Odes of Horace - Ode 4.14. To Augustus

What can the conscript fathers do,
Or Romans join'd, with all their souls;
To give th'Augustan worth the honours due,
Grav'd on eternal brass, or written in the rolls.
O thou, the most illustrious prince,
Where'er the sun the world illumes;
'Twas thine the rough north Alpines to convince,
What dignity of rank your martial fame assumes.
For by your troops did Drusus rout
The fierce Genaunians, Brennians keen,
And more than once, raz'd many a strong redoubt
They pil'd upon the Alps tremendous to be seen.
Anon, the elder Nero fought
A dreadful fight with your success;
And drove th'enormous Rhetians, quick as thought,
From ev'ry post of war they ventur'd to possess.
Nero, a glorious sight to see,
How he bore down the mighty bane
Of souls, resolv'd to die or to be free,
Ev'n as the south attacks the ocean's proud disdain,
While Pleiad, and her sisters, cleave
The clouds, the furious victor sped
Thro' midmost fire, the murm'ring troops to grieve,
And with his warrior horse ev'n there the troops to head.

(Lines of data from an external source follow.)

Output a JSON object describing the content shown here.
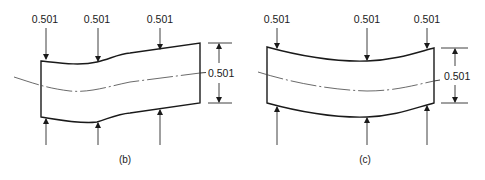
{
  "figures": [
    {
      "id": "b",
      "caption": "(b)",
      "top_loads": [
        {
          "label": "0.501"
        },
        {
          "label": "0.501"
        },
        {
          "label": "0.501"
        }
      ],
      "thickness_dimension": {
        "label": "0.501"
      },
      "shape": "beam with S-shaped (kinked) deflection, thickness constant"
    },
    {
      "id": "c",
      "caption": "(c)",
      "top_loads": [
        {
          "label": "0.501"
        },
        {
          "label": "0.501"
        },
        {
          "label": "0.501"
        }
      ],
      "thickness_dimension": {
        "label": "0.501"
      },
      "shape": "beam with uniform sag (bowed) deflection, thickness constant"
    }
  ],
  "colors": {
    "line": "#1a1a1a",
    "background": "#ffffff"
  }
}
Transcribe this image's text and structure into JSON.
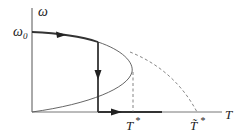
{
  "diagram": {
    "type": "bifurcation-phase-diagram",
    "axes": {
      "y_label": "ω",
      "x_label": "T"
    },
    "labels": {
      "omega0": "ω",
      "omega0_sub": "0",
      "t_star": "T",
      "t_star_sup": "*",
      "t_tilde_star": "T̃",
      "t_tilde_star_sup": "*"
    },
    "curves": [
      {
        "name": "upper-branch-thick",
        "style": "solid-bold",
        "description": "path from ω0 along upper branch with right arrow"
      },
      {
        "name": "parabolic-branch",
        "style": "solid-thin",
        "description": "fold curve turning at T* back to origin"
      },
      {
        "name": "jump-down",
        "style": "solid-bold",
        "description": "vertical drop with down arrow"
      },
      {
        "name": "axis-path",
        "style": "solid-bold",
        "description": "along T axis with right arrow"
      },
      {
        "name": "continuation",
        "style": "dashed",
        "description": "dashed curve reaching T-axis at T̃*"
      },
      {
        "name": "t-star-guide",
        "style": "dashed",
        "description": "vertical dashed line at T*"
      }
    ],
    "colors": {
      "line": "#333333",
      "thin_line": "#555555",
      "dashed": "#777777"
    }
  }
}
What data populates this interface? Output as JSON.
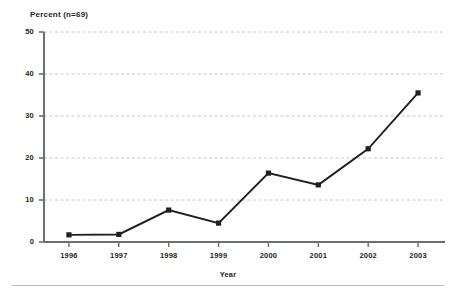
{
  "chart_data": {
    "type": "line",
    "title": "",
    "ylabel": "Percent (n=69)",
    "xlabel": "Year",
    "categories": [
      "1996",
      "1997",
      "1998",
      "1999",
      "2000",
      "2001",
      "2002",
      "2003"
    ],
    "values": [
      1.7,
      1.8,
      7.6,
      4.5,
      16.4,
      13.6,
      22.2,
      35.5
    ],
    "series": [
      {
        "name": "Percent",
        "values": [
          1.7,
          1.8,
          7.6,
          4.5,
          16.4,
          13.6,
          22.2,
          35.5
        ]
      }
    ],
    "ylim": [
      0,
      50
    ],
    "yticks": [
      0,
      10,
      20,
      30,
      40,
      50
    ],
    "ytick_labels": [
      "0",
      "10",
      "20",
      "30",
      "40",
      "50"
    ],
    "xtick_labels": [
      "1996",
      "1997",
      "1998",
      "1999",
      "2000",
      "2001",
      "2002",
      "2003"
    ],
    "grid": true,
    "grid_axis": "y",
    "grid_style": "dashed",
    "legend": false,
    "legend_position": "none",
    "marker": "square",
    "line_color": "#231f20",
    "marker_color": "#231f20",
    "grid_color": "#b7b7b7",
    "axis_color": "#6d6e70",
    "background_color": "#ffffff"
  },
  "axes": {
    "y_title": "Percent (n=69)",
    "x_title": "Year",
    "y_ticks": [
      {
        "label": "50",
        "value": 50
      },
      {
        "label": "40",
        "value": 40
      },
      {
        "label": "30",
        "value": 30
      },
      {
        "label": "20",
        "value": 20
      },
      {
        "label": "10",
        "value": 10
      },
      {
        "label": "0",
        "value": 0
      }
    ],
    "x_ticks": [
      {
        "label": "1996"
      },
      {
        "label": "1997"
      },
      {
        "label": "1998"
      },
      {
        "label": "1999"
      },
      {
        "label": "2000"
      },
      {
        "label": "2001"
      },
      {
        "label": "2002"
      },
      {
        "label": "2003"
      }
    ]
  }
}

As Aufidus, that rolls before
Appulian Daunus, is in scorn;
And, like the meadow's lord, augments his roar,
And meditates vastation to the fields of corn:
Thus Claudius, thro' each iron rank
Of these barbarians, forc'd renown;
And, charging first and hindmost, front and flank,
Victorious, without loss, he mow'd their armies down.
With thine advice, and prosp'rous fates —
For, on that memorable day,
When suppliant Alexandria ope'd her gates,
With nought within her courts but terror and dismay;
Before the fifteen years ran out,
Fortune successful in the end
The glory, so long wish'd for, brought about,
And made th'imperial arms their final pow'r extend.
Cantabrians, unsubdu'd till now,
Medes, Indians, with submissive mien;
Thee the vague Scythian honour and allow,
Guard of the Latian name, and Rome the world's great queen.
Thee Nilus, that conceals his fount,
Thee Danube, rapid Tigris fear;
Thee the swoln waves, on which such monsters mount,
'Till British cliffs, remote, the horrid bellowing hear.
The region of th'intrepid Gaul,
And all Iberia's harden'd race;
And thee, their lord, the tam'd Sicambrians call,
And, bloody as they were, thy terms of peace embrace.